Darwin Diesel Holds Near 195 Cents as the Territory's Headline Average Masks Its Cheapest Pumps
Diesel across Winnellie and Palmerston is sitting around 195 cents a litre this week, cheaper than the statewide diesel average in every mainland state. That is worth a second look, because if you glanced only at the Northern Territory headline number you would assume the exact opposite.
The Territory's average diesel price reads 272.2 cents a litre as of early afternoon on 7th June 2026. Taken at face value, that number looks steep, and it is a textbook case of why a single average can mislead. Pull it apart and you find something far more useful for anyone actually filling up in Darwin.
The widest spread in the country
The reason the Territory's average runs so high comes down to one figure: its price spread. Across 172 stations, diesel prices run from 146.8 cents at the cheapest end to 399.0 cents at the dearest, a spread of 252.2 cents. No other jurisdiction comes close. South Australia shows a 147 cent spread and Queensland sits at 172.
That enormous range is the story. The Territory covers vast distances, and a single remote roadhouse charging well above 300 cents drags the average upward in a way that has nothing to do with what a Darwin commuter pays. Average a remote highway stop together with a metro servo and you get a number that describes neither.
What Darwin motorists actually pay
Strip the data back to the populated centres and the picture changes completely. In Winnellie, the industrial heart of Darwin, diesel averages 194.4 cents with the cheapest pump at 189.5. Out in Palmerston, the satellite city to the south east, four stations are clustered between 195.5 and 195.9 cents, a spread of just 0.4 cents.
That is genuinely competitive. The mainland state averages this week read 212.9 in New South Wales, 213.1 in Victoria, 215.2 in Queensland and 218.5 in Western Australia. Even Tasmania at 218.5 and the Australian Capital Territory at 219.4 sit above what Darwin's metro drivers are paying. Darwin's metro diesel is undercutting every one of them. Only a handful of Sydney suburbs such as Greenacre, where diesel dips to 179.7, are genuinely beating the Top End on price right now.
The remote premium is real
None of this means cheap fuel everywhere in the Territory. Head inland and the numbers climb sharply. In Alice Springs, diesel has risen 9.7 cents to an average of 234.6, roughly 40 cents above what Palmerston drivers are paying. That gap reflects genuine freight and distance costs rather than a data quirk, and it is the trade off central Australia has long lived with.
Where the value sits
- Darwin metro such as Winnellie and Palmerston: around 189 to 196 cents, the Territory's best diesel value
- Alice Springs and the interior: closer to 235 cents, driven up by freight distance
- Remote roadhouses: above 300 cents in places, and these are what inflate the statewide average
Timing your fill in the Territory
There is one more thing worth knowing. Unlike the eastern states, where prices can move several times a day, the Territory runs on regulated next window pricing, so stations publish locked figures for the day ahead. Petrolmate tracks these through the 24 hour price lock system, so a Darwin or Palmerston motorist can see tomorrow's posted price before deciding whether to fill today or wait.
The numbers are clear: the Territory's headline diesel average is one of the least useful figures on the national map, because it blends two very different markets into one. For the motorist in Darwin, the only figure that matters is the one at the servo down the road, and right now that figure is sitting comfortably below the mainland pack.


◆ Work required: Read the data below. Every line holding the string "Washing" must be copied.

◆ Records for this exercise:
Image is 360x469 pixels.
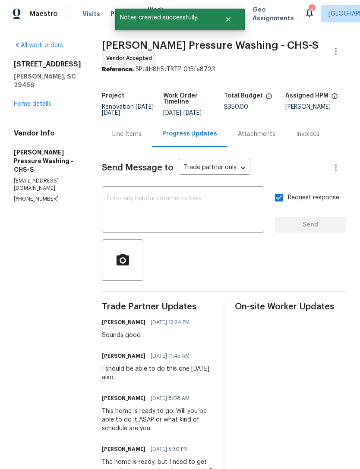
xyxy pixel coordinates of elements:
[106,54,155,63] span: Vendor Accepted
[102,93,124,99] h5: Project
[14,177,81,192] p: [EMAIL_ADDRESS][DOMAIN_NAME]
[331,93,338,104] span: The hpm assigned to this work order.
[308,5,314,14] div: 4
[179,161,250,175] div: Trade partner only
[296,130,319,138] div: Invoices
[224,93,263,99] h5: Total Budget
[285,104,346,110] div: [PERSON_NAME]
[82,9,100,18] span: Visits
[163,110,181,116] span: [DATE]
[150,445,188,453] span: [DATE] 5:30 PM
[163,110,201,116] span: -
[235,302,346,311] span: On-site Worker Updates
[102,110,120,116] span: [DATE]
[102,65,346,74] div: 5PJ4H8H5JTRTZ-015fe8723
[102,351,145,360] h6: [PERSON_NAME]
[163,93,224,105] h5: Work Order Timeline
[102,364,213,382] div: I should be able to do this one [DATE] also
[110,9,137,18] span: Projects
[14,72,81,89] h5: [PERSON_NAME], SC 29456
[265,93,272,104] span: The total cost of line items that have been proposed by Opendoor. This sum includes line items th...
[112,130,141,138] div: Line Items
[102,66,134,72] b: Reference:
[14,129,81,138] h4: Vendor Info
[252,5,294,22] span: Geo Assignments
[224,104,248,110] span: $350.00
[285,93,328,99] h5: Assigned HPM
[150,351,189,360] span: [DATE] 11:45 AM
[102,407,213,433] div: This home is ready to go. Will you be able to do it ASAP or what kind of schedule are you
[29,9,58,18] span: Maestro
[102,445,145,453] h6: [PERSON_NAME]
[14,101,51,107] a: Home details
[147,5,169,22] span: Work Orders
[238,130,275,138] div: Attachments
[150,394,189,402] span: [DATE] 8:08 AM
[102,394,145,402] h6: [PERSON_NAME]
[135,104,154,110] span: [DATE]
[288,193,339,202] span: Request response
[162,129,217,138] div: Progress Updates
[14,195,81,203] p: [PHONE_NUMBER]
[115,9,214,27] span: Notes created successfully.
[102,318,145,326] h6: [PERSON_NAME]
[214,11,242,28] button: Close
[14,42,63,48] a: All work orders
[102,104,156,116] span: -
[14,148,81,174] h5: [PERSON_NAME] Pressure Washing - CHS-S
[183,110,201,116] span: [DATE]
[102,40,318,50] span: [PERSON_NAME] Pressure Washing - CHS-S
[150,318,189,326] span: [DATE] 12:24 PM
[102,104,156,116] span: Renovation
[102,331,194,339] div: Sounds good
[102,163,173,172] span: Send Message to
[14,60,81,69] h2: [STREET_ADDRESS]
[102,302,213,311] span: Trade Partner Updates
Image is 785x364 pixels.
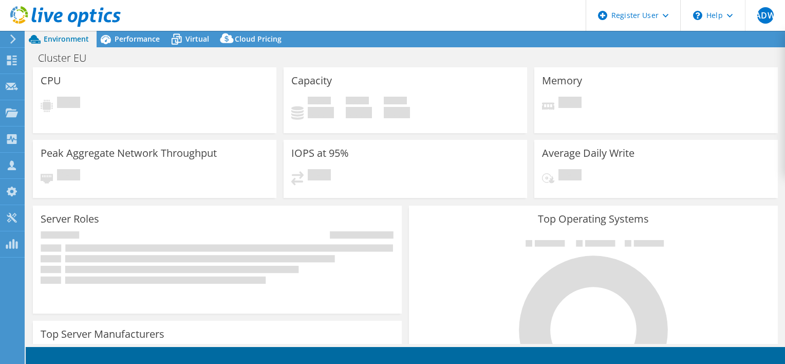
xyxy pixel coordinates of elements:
[758,7,774,24] span: ADW
[346,107,372,118] h4: 0 GiB
[559,169,582,183] span: Pending
[346,97,369,107] span: Free
[559,97,582,110] span: Pending
[115,34,160,44] span: Performance
[57,97,80,110] span: Pending
[417,213,770,225] h3: Top Operating Systems
[57,169,80,183] span: Pending
[41,147,217,159] h3: Peak Aggregate Network Throughput
[291,147,349,159] h3: IOPS at 95%
[308,107,334,118] h4: 0 GiB
[308,169,331,183] span: Pending
[186,34,209,44] span: Virtual
[41,328,164,340] h3: Top Server Manufacturers
[235,34,282,44] span: Cloud Pricing
[41,213,99,225] h3: Server Roles
[542,75,582,86] h3: Memory
[41,75,61,86] h3: CPU
[542,147,635,159] h3: Average Daily Write
[33,52,102,64] h1: Cluster EU
[384,107,410,118] h4: 0 GiB
[693,11,703,20] svg: \n
[44,34,89,44] span: Environment
[308,97,331,107] span: Used
[291,75,332,86] h3: Capacity
[384,97,407,107] span: Total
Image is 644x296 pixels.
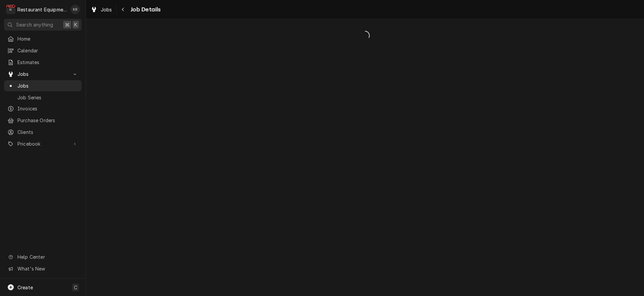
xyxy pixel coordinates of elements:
[4,33,82,45] a: Home
[17,71,68,78] span: Jobs
[4,251,82,262] a: Go to Help Center
[17,94,78,101] span: Job Series
[65,21,70,28] span: ⌘
[4,45,82,56] a: Calendar
[74,21,77,28] span: K
[17,82,78,89] span: Jobs
[17,47,78,54] span: Calendar
[101,6,112,13] span: Jobs
[17,140,68,147] span: Pricebook
[4,127,82,137] a: Clients
[17,117,78,124] span: Purchase Orders
[4,138,82,149] a: Go to Pricebook
[4,92,82,103] a: Job Series
[6,5,15,14] div: R
[4,103,82,114] a: Invoices
[17,105,78,112] span: Invoices
[4,115,82,126] a: Purchase Orders
[17,129,78,135] span: Clients
[4,263,82,274] a: Go to What's New
[74,284,77,291] span: C
[17,6,67,13] div: Restaurant Equipment Diagnostics
[71,5,80,14] div: Kelli Robinette's Avatar
[88,4,115,15] a: Jobs
[17,59,78,66] span: Estimates
[17,253,78,260] span: Help Center
[17,35,78,42] span: Home
[4,19,82,30] button: Search anything⌘K
[4,80,82,91] a: Jobs
[17,285,33,290] span: Create
[4,68,82,79] a: Go to Jobs
[71,5,80,14] div: KR
[86,28,644,42] span: Loading...
[17,265,78,272] span: What's New
[118,4,129,15] button: Navigate back
[16,21,53,28] span: Search anything
[4,56,82,68] a: Estimates
[6,5,15,14] div: Restaurant Equipment Diagnostics's Avatar
[129,5,161,14] span: Job Details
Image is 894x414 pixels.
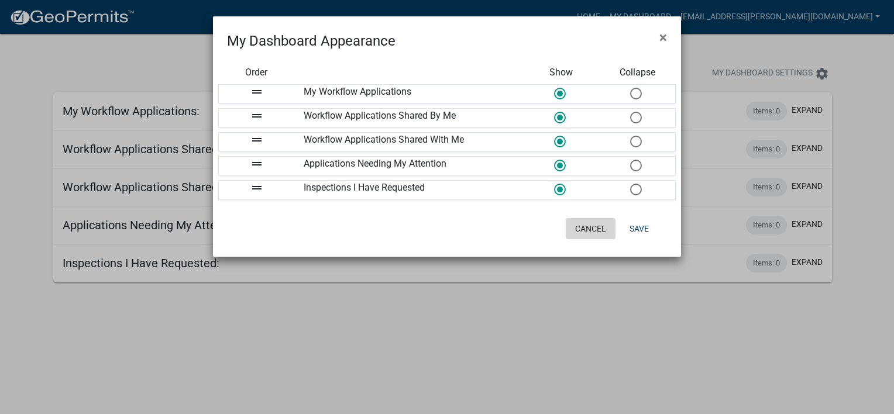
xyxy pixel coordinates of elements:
i: drag_handle [250,85,264,99]
div: Collapse [600,66,676,80]
button: Cancel [566,218,615,239]
div: Order [218,66,294,80]
div: Workflow Applications Shared With Me [295,133,523,151]
i: drag_handle [250,109,264,123]
i: drag_handle [250,133,264,147]
div: Applications Needing My Attention [295,157,523,175]
button: Close [650,21,676,54]
div: Workflow Applications Shared By Me [295,109,523,127]
i: drag_handle [250,181,264,195]
div: Show [523,66,599,80]
div: My Workflow Applications [295,85,523,103]
i: drag_handle [250,157,264,171]
div: Inspections I Have Requested [295,181,523,199]
span: × [659,29,667,46]
h4: My Dashboard Appearance [227,30,395,51]
button: Save [620,218,658,239]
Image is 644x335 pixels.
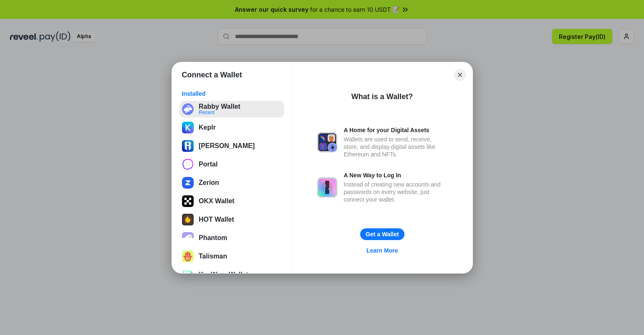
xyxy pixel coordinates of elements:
button: KasWare Wallet [180,266,284,283]
img: svg+xml,%3Csvg%20xmlns%3D%22http%3A%2F%2Fwww.w3.org%2F2000%2Fsvg%22%20fill%3D%22none%22%20viewBox... [317,132,338,152]
div: Portal [199,161,217,168]
button: Rabby WalletRecent [180,101,284,117]
a: Learn More [362,245,403,256]
div: Phantom [199,234,227,242]
div: Talisman [199,252,227,260]
button: Keplr [180,119,284,136]
button: Portal [180,156,284,173]
div: [PERSON_NAME] [199,142,255,150]
button: Close [454,69,466,81]
img: svg+xml,%3Csvg%20xmlns%3D%22http%3A%2F%2Fwww.w3.org%2F2000%2Fsvg%22%20fill%3D%22none%22%20viewBox... [317,177,338,197]
div: Recent [199,110,241,114]
div: Wallets are used to send, receive, store, and display digital assets like Ethereum and NFTs. [344,135,448,158]
button: Get a Wallet [360,228,405,240]
img: svg+xml;base64,PD94bWwgdmVyc2lvbj0iMS4wIiBlbmNvZGluZz0iVVRGLTgiPz4KPHN2ZyB2ZXJzaW9uPSIxLjEiIHhtbG... [182,269,194,280]
img: epq2vO3P5aLWl15yRS7Q49p1fHTx2Sgh99jU3kfXv7cnPATIVQHAx5oQs66JWv3SWEjHOsb3kKgmE5WNBxBId7C8gm8wEgOvz... [182,232,194,244]
img: svg%3E%0A [182,140,194,152]
div: Installed [182,90,282,98]
div: A Home for your Digital Assets [344,126,448,134]
div: OKX Wallet [199,197,235,205]
img: svg+xml;base64,PHN2ZyB3aWR0aD0iMjYiIGhlaWdodD0iMjYiIHZpZXdCb3g9IjAgMCAyNiAyNiIgZmlsbD0ibm9uZSIgeG... [182,158,194,170]
button: HOT Wallet [180,211,284,228]
img: ByMCUfJCc2WaAAAAAElFTkSuQmCC [182,122,194,134]
div: HOT Wallet [199,216,234,224]
div: Instead of creating new accounts and passwords on every website, just connect your wallet. [344,180,448,203]
div: Get a Wallet [366,230,399,238]
div: Zerion [199,179,219,186]
img: svg+xml;base64,PHN2ZyB3aWR0aD0iMzIiIGhlaWdodD0iMzIiIHZpZXdCb3g9IjAgMCAzMiAzMiIgZmlsbD0ibm9uZSIgeG... [182,103,194,115]
div: KasWare Wallet [199,271,248,279]
div: A New Way to Log In [344,171,448,179]
img: svg+xml;base64,PHN2ZyB3aWR0aD0iMTI4IiBoZWlnaHQ9IjEyOCIgdmlld0JveD0iMCAwIDEyOCAxMjgiIHhtbG5zPSJodH... [182,251,194,262]
button: Zerion [180,174,284,191]
h1: Connect a Wallet [182,70,242,80]
button: [PERSON_NAME] [180,138,284,154]
button: OKX Wallet [180,193,284,210]
img: 8zcXD2M10WKU0JIAAAAASUVORK5CYII= [182,214,194,225]
div: Rabby Wallet [199,102,241,110]
img: svg+xml,%3Csvg%20xmlns%3D%22http%3A%2F%2Fwww.w3.org%2F2000%2Fsvg%22%20width%3D%22512%22%20height%... [182,177,194,189]
div: Learn More [367,247,398,254]
button: Talisman [180,248,284,265]
img: 5VZ71FV6L7PA3gg3tXrdQ+DgLhC+75Wq3no69P3MC0NFQpx2lL04Ql9gHK1bRDjsSBIvScBnDTk1WrlGIZBorIDEYJj+rhdgn... [182,195,194,207]
div: What is a Wallet? [351,92,413,102]
button: Phantom [180,230,284,246]
div: Keplr [199,124,216,131]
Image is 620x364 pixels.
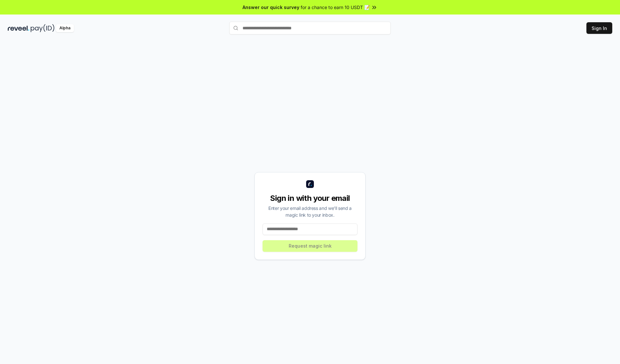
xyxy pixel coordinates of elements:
div: Alpha [56,25,74,33]
span: Answer our quick survey [242,4,299,10]
div: Sign in with your email [263,193,357,204]
button: Sign In [587,22,612,34]
img: logo_small [306,180,314,188]
span: for a chance to earn 10 USDT 📝 [301,4,370,10]
img: reveel_dark [8,25,29,33]
img: pay_id [31,25,55,33]
div: Enter your email address and we’ll send a magic link to your inbox. [263,205,357,218]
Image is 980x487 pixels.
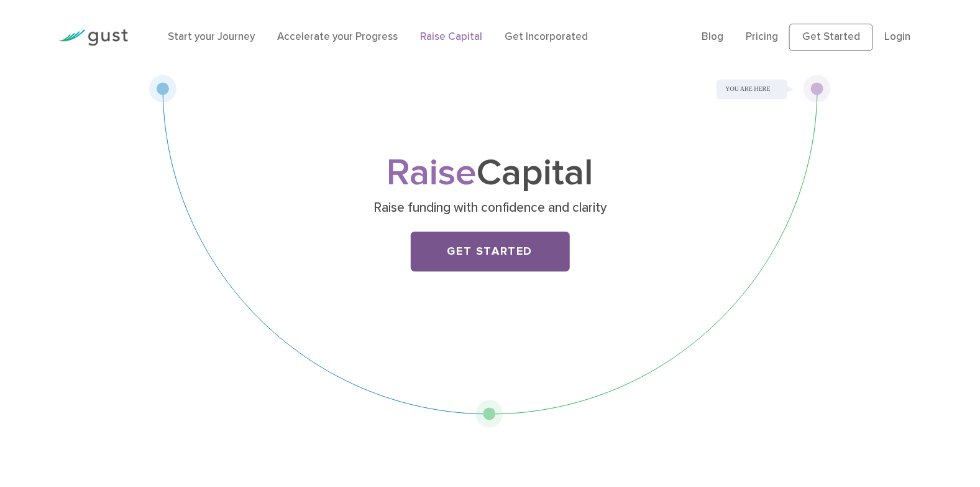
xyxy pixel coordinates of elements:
[386,151,477,195] span: Raise
[420,31,482,43] a: Raise Capital
[746,31,779,43] a: Pricing
[168,31,255,43] a: Start your Journey
[249,199,731,216] p: Raise funding with confidence and clarity
[789,24,874,51] a: Get Started
[885,31,911,43] a: Login
[505,31,588,43] a: Get Incorporated
[245,156,736,190] h1: Capital
[58,30,128,46] img: Gust Logo
[702,31,724,43] a: Blog
[411,231,570,271] a: Get Started
[277,31,398,43] a: Accelerate your Progress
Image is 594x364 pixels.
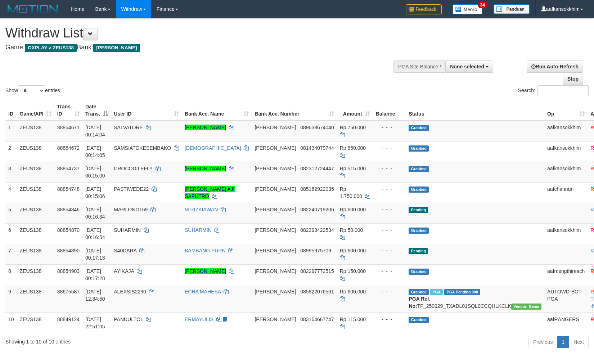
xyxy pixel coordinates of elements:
span: [PERSON_NAME] [255,124,296,130]
a: ERMAYULIS [184,316,214,322]
div: - - - [376,185,403,192]
span: Copy 08995975709 to clipboard [300,248,331,253]
div: - - - [376,315,403,323]
span: Copy 081434079744 to clipboard [300,145,334,151]
div: - - - [376,288,403,295]
span: Vendor URL: https://trx31.1velocity.biz [511,303,542,310]
span: 88854870 [57,227,80,233]
span: 88854671 [57,124,80,130]
span: SALVATORE [114,124,143,130]
td: ZEUS138 [17,264,54,284]
a: [PERSON_NAME] AJI SAPUTRO [184,186,235,199]
span: [PERSON_NAME] [255,268,296,274]
td: TF_250929_TXADL01SQL0CCQHLKCLK [406,284,544,313]
img: Feedback.jpg [406,4,442,14]
th: Bank Acc. Name: activate to sort column ascending [182,100,252,121]
span: Grabbed [409,227,429,233]
td: ZEUS138 [17,182,54,202]
span: MARLONG169 [114,207,148,212]
span: [PERSON_NAME] [255,186,296,192]
span: [PERSON_NAME] [255,227,296,233]
span: [DATE] 00:16:34 [85,207,105,220]
span: Pending [409,248,428,254]
span: PGA Pending [444,289,481,295]
a: SUHARMIN [184,227,212,233]
a: Next [569,336,589,348]
span: [DATE] 22:51:05 [85,316,105,329]
span: [PERSON_NAME] [93,44,140,52]
span: None selected [450,64,484,70]
select: Showentries [18,85,45,96]
div: - - - [376,226,403,233]
span: Copy 085822076561 to clipboard [300,289,334,294]
span: Grabbed [409,125,429,131]
span: Rp 600.000 [340,248,366,253]
th: User ID: activate to sort column ascending [111,100,182,121]
td: 6 [5,223,17,243]
span: Copy 082240719206 to clipboard [300,207,334,212]
h4: Game: Bank: [5,44,389,51]
td: aafchannun [544,182,588,202]
td: ZEUS138 [17,313,54,333]
span: 34 [478,2,488,8]
span: 88854890 [57,248,80,253]
div: - - - [376,206,403,213]
a: [PERSON_NAME] [184,268,226,274]
span: [DATE] 00:14:04 [85,124,105,138]
td: 7 [5,243,17,264]
span: Rp 600.000 [340,289,366,294]
div: - - - [376,267,403,274]
td: 2 [5,141,17,162]
span: 88854748 [57,186,80,192]
span: SAMSIATOKESEMBAKO [114,145,171,151]
th: Op: activate to sort column ascending [544,100,588,121]
a: Previous [529,336,557,348]
th: Date Trans.: activate to sort column descending [82,100,111,121]
span: [DATE] 00:14:05 [85,145,105,158]
a: Run Auto-Refresh [527,61,584,73]
img: MOTION_logo.png [5,4,60,14]
span: [PERSON_NAME] [255,316,296,322]
a: Stop [563,73,584,85]
th: Game/API: activate to sort column ascending [17,100,54,121]
a: [PERSON_NAME] [184,165,226,172]
a: 1 [557,336,569,348]
span: Pending [409,207,428,213]
label: Show entries [5,85,60,96]
a: BAMBANG PURN [184,248,226,253]
th: Trans ID: activate to sort column ascending [54,100,82,121]
span: Grabbed [409,317,429,323]
span: Copy 089638674040 to clipboard [300,124,334,130]
h1: Withdraw List [5,26,389,40]
span: [DATE] 00:15:06 [85,186,105,199]
a: ECHA MAHESA [184,289,221,294]
a: [PERSON_NAME] [184,124,226,130]
a: [DEMOGRAPHIC_DATA] [184,145,241,151]
span: Rp 50.000 [340,227,363,233]
span: 88854903 [57,268,80,274]
span: [DATE] 00:16:54 [85,227,105,240]
span: CROCODILEFLY [114,165,153,172]
span: Grabbed [409,166,429,172]
span: 88854672 [57,145,80,151]
span: 88849124 [57,316,80,322]
button: None selected [445,61,493,73]
td: 10 [5,313,17,333]
input: Search: [538,85,589,96]
td: 3 [5,162,17,182]
td: aafkansokkhim [544,121,588,142]
span: ALEXSIS2290 [114,289,146,294]
span: OXPLAY > ZEUS138 [25,44,77,52]
td: aafmengthireach [544,264,588,284]
img: Button%20Memo.svg [452,4,483,14]
span: 88675587 [57,289,80,294]
div: - - - [376,124,403,131]
td: ZEUS138 [17,284,54,313]
span: [PERSON_NAME] [255,165,296,172]
span: 88854846 [57,207,80,212]
span: SUHARMIN [114,227,141,233]
span: [PERSON_NAME] [255,145,296,151]
td: 1 [5,121,17,142]
th: ID [5,100,17,121]
span: Copy 082393422534 to clipboard [300,227,334,233]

◆ Output:
[14,148,81,174] h5: [PERSON_NAME] Pressure Washing - CHS-S
[102,40,318,50] span: [PERSON_NAME] Pressure Washing - CHS-S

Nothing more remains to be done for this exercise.